I don't get the point of the deprecation message:

--- intprom.d
import std.stdio;

void main ()
{
    short s, t;
    t = -s;
}
---


https://dlang.org/changelog/2.078.0.html#fix16997



$ dmd intprom.d
intprom.d(6): Deprecation: integral promotion not done for -s, use 
'-transition=intpromote' switch or -cast(int)(s)


What shall I do in order to get my template code

void mymain (T) ()
{
    :
   b[i] = -b [i];
    :
}

compiled for any type for which negation is defined?

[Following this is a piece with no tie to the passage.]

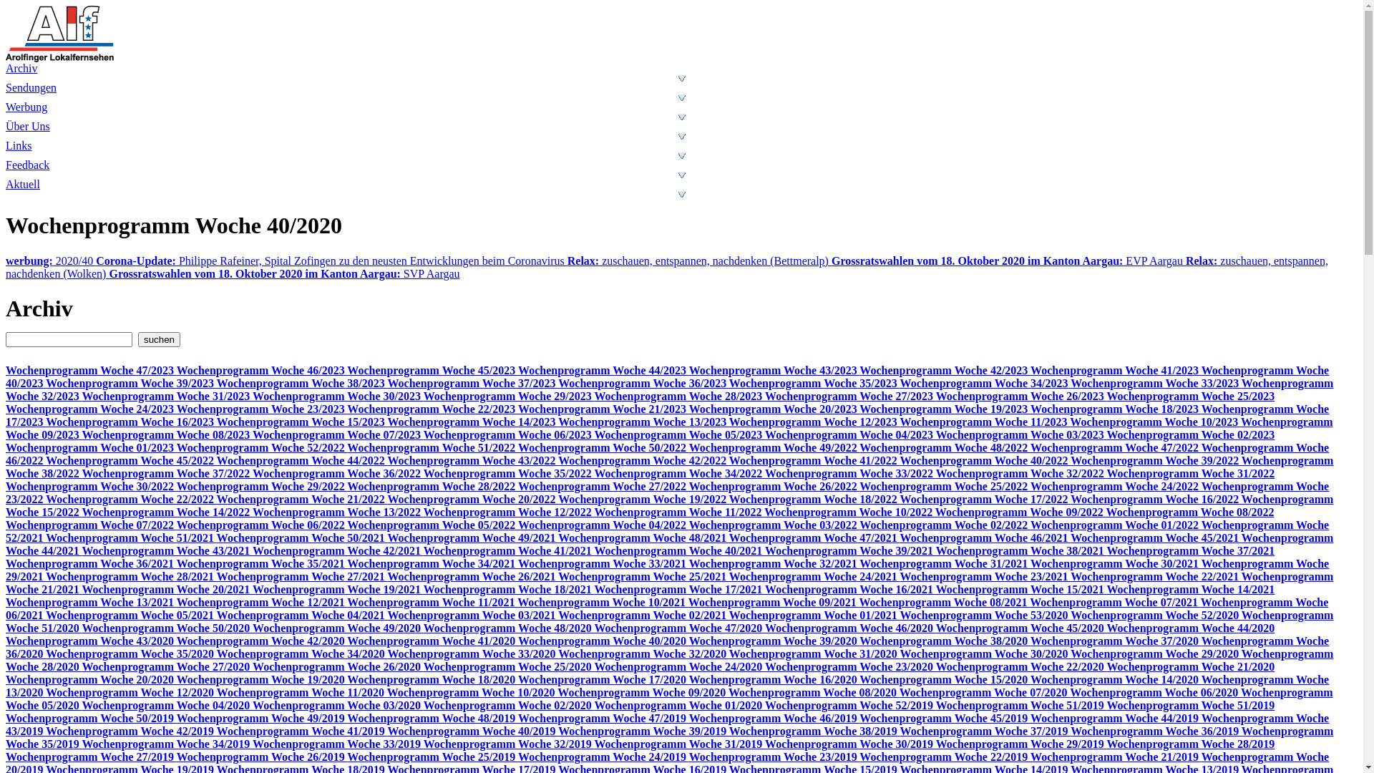 This screenshot has width=1374, height=773. Describe the element at coordinates (510, 590) in the screenshot. I see `Wochenprogramm Woche 18/2021` at that location.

b[i] = cast(typeof(b[i]))-b[i];

And then use -transition=intpromote.

Note, your function wasn't real code, so maybe if you have the type of 
b[i] somewhere it might look better than what I wrote (like maybe 
cast(T)-b[i]).


-Steve


short s, t; t = -s: no (longer) works: Deprecation: integral promotion not done for -s, use

2018-02-24 Thread kdevel via Digitalmars-d-learn

I don't get the point of the deprecation message:

--- intprom.d
import std.stdio;

void main ()
{
   short s, t;
   t = -s;
}
---

$ dmd intprom.d
intprom.d(6): Deprecation: integral promotion not done for -s, 
use '-transition=intpromote' switch or -cast(int)(s)


What shall I do in order to get my template code

void mymain (T) ()
{
   :
  b[i] = -b [i];
   :
}

compiled for any type for which negation is defined?